The Two Escobars is the critical and fan consensus answer. Once Brothers and You Don't Know Bo are the two most cited alternatives depending on whether you want heartbreak or joy.

How many 30 for 30 episodes are there?

The series has produced well over 100 episodes since launching in 2009, covering a wide range of sports, eras, and storytelling styles. The quality varies significantly, which is why best-of lists tend to cluster around the same ten or so episodes.

Where can I watch 30 for 30 episodes?

Most episodes are available on ESPN+ and the ESPN app. Some are available on YouTube and other streaming platforms depending on the episode and region.

Is Once Brothers about basketball or the war in Yugoslavia?

Both, equally. It uses the friendship and falling-out between Vlade Divac and Dražen Petrović as the human entry point into the broader story of Yugoslavia's dissolution. You don't need to follow basketball or Eastern European history to find it devastating.

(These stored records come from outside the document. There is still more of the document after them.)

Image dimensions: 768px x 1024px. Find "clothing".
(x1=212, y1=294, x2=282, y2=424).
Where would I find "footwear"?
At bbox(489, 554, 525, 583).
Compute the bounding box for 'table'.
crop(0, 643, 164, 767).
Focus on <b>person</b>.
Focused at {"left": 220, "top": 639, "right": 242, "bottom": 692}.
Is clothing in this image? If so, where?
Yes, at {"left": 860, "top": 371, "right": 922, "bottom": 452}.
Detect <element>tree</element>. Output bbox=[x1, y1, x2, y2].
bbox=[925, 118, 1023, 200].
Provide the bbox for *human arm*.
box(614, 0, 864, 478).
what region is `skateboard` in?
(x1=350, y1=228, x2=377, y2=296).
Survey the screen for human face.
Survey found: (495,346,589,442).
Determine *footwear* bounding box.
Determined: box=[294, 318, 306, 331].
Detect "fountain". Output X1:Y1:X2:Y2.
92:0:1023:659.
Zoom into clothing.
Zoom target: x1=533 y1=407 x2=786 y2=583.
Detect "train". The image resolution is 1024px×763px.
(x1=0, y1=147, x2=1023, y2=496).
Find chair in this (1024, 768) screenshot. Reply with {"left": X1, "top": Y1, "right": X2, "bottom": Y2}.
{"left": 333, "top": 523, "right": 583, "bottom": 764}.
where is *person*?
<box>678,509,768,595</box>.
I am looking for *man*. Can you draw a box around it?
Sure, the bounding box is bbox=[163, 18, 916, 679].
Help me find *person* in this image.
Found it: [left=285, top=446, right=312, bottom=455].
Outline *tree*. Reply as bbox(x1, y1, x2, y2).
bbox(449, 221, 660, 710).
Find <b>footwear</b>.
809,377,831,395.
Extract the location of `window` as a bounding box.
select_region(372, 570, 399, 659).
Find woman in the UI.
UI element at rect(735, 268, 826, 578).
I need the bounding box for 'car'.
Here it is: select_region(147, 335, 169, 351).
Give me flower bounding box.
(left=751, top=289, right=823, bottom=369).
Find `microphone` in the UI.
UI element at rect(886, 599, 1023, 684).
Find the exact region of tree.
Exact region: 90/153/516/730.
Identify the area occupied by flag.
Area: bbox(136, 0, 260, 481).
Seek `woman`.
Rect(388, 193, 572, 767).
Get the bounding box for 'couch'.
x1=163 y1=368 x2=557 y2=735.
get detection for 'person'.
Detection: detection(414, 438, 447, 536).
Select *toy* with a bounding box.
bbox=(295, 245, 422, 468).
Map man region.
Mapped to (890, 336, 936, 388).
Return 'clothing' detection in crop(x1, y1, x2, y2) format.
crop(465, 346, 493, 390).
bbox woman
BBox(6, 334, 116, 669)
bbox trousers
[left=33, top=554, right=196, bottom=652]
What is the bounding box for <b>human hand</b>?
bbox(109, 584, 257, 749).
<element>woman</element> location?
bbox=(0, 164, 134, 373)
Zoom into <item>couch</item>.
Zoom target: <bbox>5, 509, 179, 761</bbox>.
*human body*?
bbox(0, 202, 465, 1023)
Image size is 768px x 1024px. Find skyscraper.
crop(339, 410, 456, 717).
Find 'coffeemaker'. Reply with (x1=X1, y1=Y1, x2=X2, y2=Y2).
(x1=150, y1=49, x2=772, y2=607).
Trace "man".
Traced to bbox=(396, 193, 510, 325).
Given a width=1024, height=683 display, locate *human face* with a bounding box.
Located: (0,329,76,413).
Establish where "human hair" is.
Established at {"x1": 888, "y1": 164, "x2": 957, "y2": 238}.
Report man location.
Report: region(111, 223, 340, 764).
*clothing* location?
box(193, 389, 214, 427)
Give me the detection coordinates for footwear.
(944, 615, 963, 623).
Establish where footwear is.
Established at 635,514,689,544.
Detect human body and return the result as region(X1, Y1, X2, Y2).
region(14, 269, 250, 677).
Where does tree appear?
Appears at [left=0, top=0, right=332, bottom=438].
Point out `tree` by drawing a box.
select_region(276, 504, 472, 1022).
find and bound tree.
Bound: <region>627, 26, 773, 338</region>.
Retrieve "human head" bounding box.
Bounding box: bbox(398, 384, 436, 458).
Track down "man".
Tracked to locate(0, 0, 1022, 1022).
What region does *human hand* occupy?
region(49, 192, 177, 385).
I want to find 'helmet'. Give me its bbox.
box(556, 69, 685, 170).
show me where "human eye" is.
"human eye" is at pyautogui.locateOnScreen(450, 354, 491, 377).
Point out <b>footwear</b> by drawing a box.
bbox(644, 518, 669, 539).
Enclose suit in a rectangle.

Which 30 for 30 is best for someone who doesn't follow sports?

June 17, 1994 works completely without any sports context because it's really about a single day in American culture. Broke is similarly accessible because its subject is financial behavior rather than athletic performance.

The best 30 for 30 episodes prove that sports stories, told well, are just human stories in disguise. These ten are the ones that make that case most convincingly.